Iva Toguri, better known as “Tokyo Rose,” died on September 26, 2006 at the age of 90; she was an American-born Japanese woman who hosted a Japanese propaganda radio program aimed at U.S. troops during World War II.
After college, she visited Japan and was stranded there after the attack on Pearl Harbor.
Forced to renounce her U.S. citizenship, Toguri found work in radio and was asked to host “Zero Hour,” a propaganda and entertainment program aimed at U.S. soldiers.
After the war, she was returned to the U.S. and convicted of treason, serving 6 years in prison. Her father was a Japanese-American who owned an import shop.
Caught between two cultures, Iva Toguri aspired to be like all American teenagers.
She wanted to become a doctor and attended UCLA, graduating in 1941, but then there was a twist of fate.
Born July 4, 1916, in 1942, the U.S. government rounded up Japanese-Americans and put them in internment camps.
Iva’s family was relocated to such camps, but she didn’t know about it.
The letters between her and her parents stopped, and she was suddenly isolated without information about their lives.
She needed a job, so she went to an English-speaking newspaper and got a position listening to short-wave-radio newscasts and transcribing them.
Iva then got a second job with Radio Tokyo as s typist, helping to type out scripts for programs broadcast for GI’s in Southeast Asia.
Then, she was unexpectedly asked to host a show called the “Zero Hour,” an entertainment program for U.S. soldiers.
Her feminine, American voice was meant to reach the U.S. soldiers.
Toguri called herself “Orphan Ann,” but she quickly became identified with the name “Tokyo Rose”, a name that was coined by Allied soldiers and that predated her broadcasts.
After the Japanese defeat, Toguri was detained for a year by the United States military before being released for lack of evidence.
Department of Justice officials agreed that her broadcasts were “innocuous”.
But when Toguri tried to return to the US, a popular uproar ensued, prompting the Federal Bureau of Investigation to renew its investigation of Toguri’s wartime activities.
She was subsequently charged by the United States Attorney’s Office with eight counts of treason.
On September 29, 1949, the jury found Toguri guilty on a single charge: Count VI, which stated, “That on a day during October, 1944, the exact date being to the Grand Jurors unknown, said defendant, at Tokyo, Japan, in a broadcasting studio of The Broadcasting Corporation of Japan, did speak into a microphone concerning the loss of ships.”
She was fined $10,000 and given a 10-year prison sentence, with Toguri’s attorney Collins lambasting the verdict as “Guilty without evidence”.
She was sent to the Federal Reformatory for Women at Alderson, West Virginia.
She was paroled after serving six years and two months, released January 28, 1956, and moved to Chicago, Illinois.
On January 15, 2006, the World War II Veterans Committee awarded Toguri its annual Edward J. Herlihy Citizenship Award, citing “her indomitable spirit, love of country, and the example of courage she has given her fellow Americans”.
According to one biographer, Toguri found it the most memorable day of her life.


* What to work on: Could the records be returned exactly, with the pictures left out?

* Study material:

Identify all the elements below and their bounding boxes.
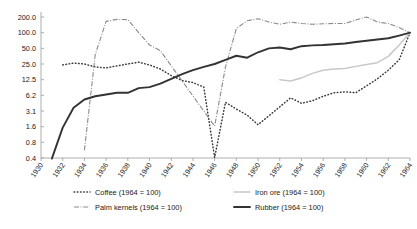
x-axis-tick-label: 1956 [311,161,328,179]
x-axis-tick-label: 1934 [72,161,89,179]
legend-label-palm_kernels: Palm kernels (1964 = 100) [95,203,182,212]
chart-legend: Coffee (1964 = 100)Iron ore (1964 = 100)… [74,188,325,212]
plot-area: 200.0100.050.025.012.56.23.11.60.80.4 19… [18,12,414,212]
x-axis-tick-label: 1962 [376,161,393,179]
y-axis-tick-label: 200.0 [18,13,36,22]
y-axis-tick-label: 12.5 [22,75,36,84]
legend-label-rubber: Rubber (1964 = 100) [255,203,323,212]
x-axis-tick-label: 1944 [181,161,198,179]
chart-figure: 200.0100.050.025.012.56.23.11.60.80.4 19… [0,0,417,229]
series-line-iron_ore [280,33,410,81]
x-axis-tick-label: 1930 [29,161,46,179]
x-axis-tick-label: 1950 [246,161,263,179]
y-axis-tick-label: 6.2 [26,91,36,100]
x-axis-tick-label: 1958 [332,161,349,179]
series-line-rubber [52,33,410,159]
y-axis-tick-label: 0.8 [26,138,36,147]
y-axis-tick-label: 1.6 [26,122,36,131]
legend-label-iron_ore: Iron ore (1964 = 100) [255,188,325,197]
y-axis: 200.0100.050.025.012.56.23.11.60.80.4 [18,12,44,163]
series-line-palm_kernels [84,17,410,150]
x-axis-tick-label: 1954 [289,161,306,179]
y-axis-tick-label: 0.4 [26,154,36,163]
x-axis-tick-label: 1964 [398,161,415,179]
x-axis-tick-label: 1936 [94,161,111,179]
commodity-index-line-chart: 200.0100.050.025.012.56.23.11.60.80.4 19… [0,0,417,229]
x-axis: 1930193219341936193819401942194419461948… [29,158,415,179]
data-series-group [52,17,410,159]
series-line-coffee [63,33,410,158]
legend-label-coffee: Coffee (1964 = 100) [95,188,161,197]
y-axis-tick-label: 100.0 [18,28,36,37]
x-axis-tick-label: 1960 [354,161,371,179]
x-axis-tick-label: 1932 [50,161,67,179]
y-axis-tick-label: 3.1 [26,107,36,116]
x-axis-tick-label: 1938 [115,161,132,179]
y-axis-tick-label: 50.0 [22,44,36,53]
x-axis-tick-label: 1948 [224,161,241,179]
x-axis-tick-label: 1946 [202,161,219,179]
y-axis-tick-label: 25.0 [22,60,36,69]
x-axis-tick-label: 1952 [267,161,284,179]
x-axis-tick-label: 1940 [137,161,154,179]
x-axis-tick-label: 1942 [159,161,176,179]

* Task output:
Identify all the elements below and their bounding boxes.
x-axis-tick-label: 1956 [311,161,328,179]
x-axis-tick-label: 1934 [72,161,89,179]
legend-label-palm_kernels: Palm kernels (1964 = 100) [95,203,182,212]
chart-legend: Coffee (1964 = 100)Iron ore (1964 = 100)… [74,188,325,212]
plot-area: 200.0100.050.025.012.56.23.11.60.80.4 19… [18,12,414,212]
x-axis-tick-label: 1962 [376,161,393,179]
y-axis-tick-label: 200.0 [18,13,36,22]
y-axis-tick-label: 12.5 [22,75,36,84]
legend-label-rubber: Rubber (1964 = 100) [255,203,323,212]
x-axis-tick-label: 1944 [181,161,198,179]
chart-figure: 200.0100.050.025.012.56.23.11.60.80.4 19… [0,0,417,229]
series-line-iron_ore [280,33,410,81]
x-axis-tick-label: 1930 [29,161,46,179]
x-axis-tick-label: 1950 [246,161,263,179]
y-axis-tick-label: 6.2 [26,91,36,100]
x-axis-tick-label: 1958 [332,161,349,179]
series-line-rubber [52,33,410,159]
y-axis-tick-label: 0.8 [26,138,36,147]
y-axis-tick-label: 1.6 [26,122,36,131]
legend-label-iron_ore: Iron ore (1964 = 100) [255,188,325,197]
y-axis: 200.0100.050.025.012.56.23.11.60.80.4 [18,12,44,163]
series-line-palm_kernels [84,17,410,150]
x-axis-tick-label: 1954 [289,161,306,179]
y-axis-tick-label: 0.4 [26,154,36,163]
x-axis-tick-label: 1964 [398,161,415,179]
x-axis-tick-label: 1936 [94,161,111,179]
commodity-index-line-chart: 200.0100.050.025.012.56.23.11.60.80.4 19… [0,0,417,229]
x-axis: 1930193219341936193819401942194419461948… [29,158,415,179]
data-series-group [52,17,410,159]
series-line-coffee [63,33,410,158]
legend-label-coffee: Coffee (1964 = 100) [95,188,161,197]
y-axis-tick-label: 100.0 [18,28,36,37]
x-axis-tick-label: 1960 [354,161,371,179]
x-axis-tick-label: 1932 [50,161,67,179]
y-axis-tick-label: 3.1 [26,107,36,116]
x-axis-tick-label: 1938 [115,161,132,179]
y-axis-tick-label: 50.0 [22,44,36,53]
x-axis-tick-label: 1948 [224,161,241,179]
x-axis-tick-label: 1946 [202,161,219,179]
y-axis-tick-label: 25.0 [22,60,36,69]
x-axis-tick-label: 1952 [267,161,284,179]
x-axis-tick-label: 1940 [137,161,154,179]
x-axis-tick-label: 1942 [159,161,176,179]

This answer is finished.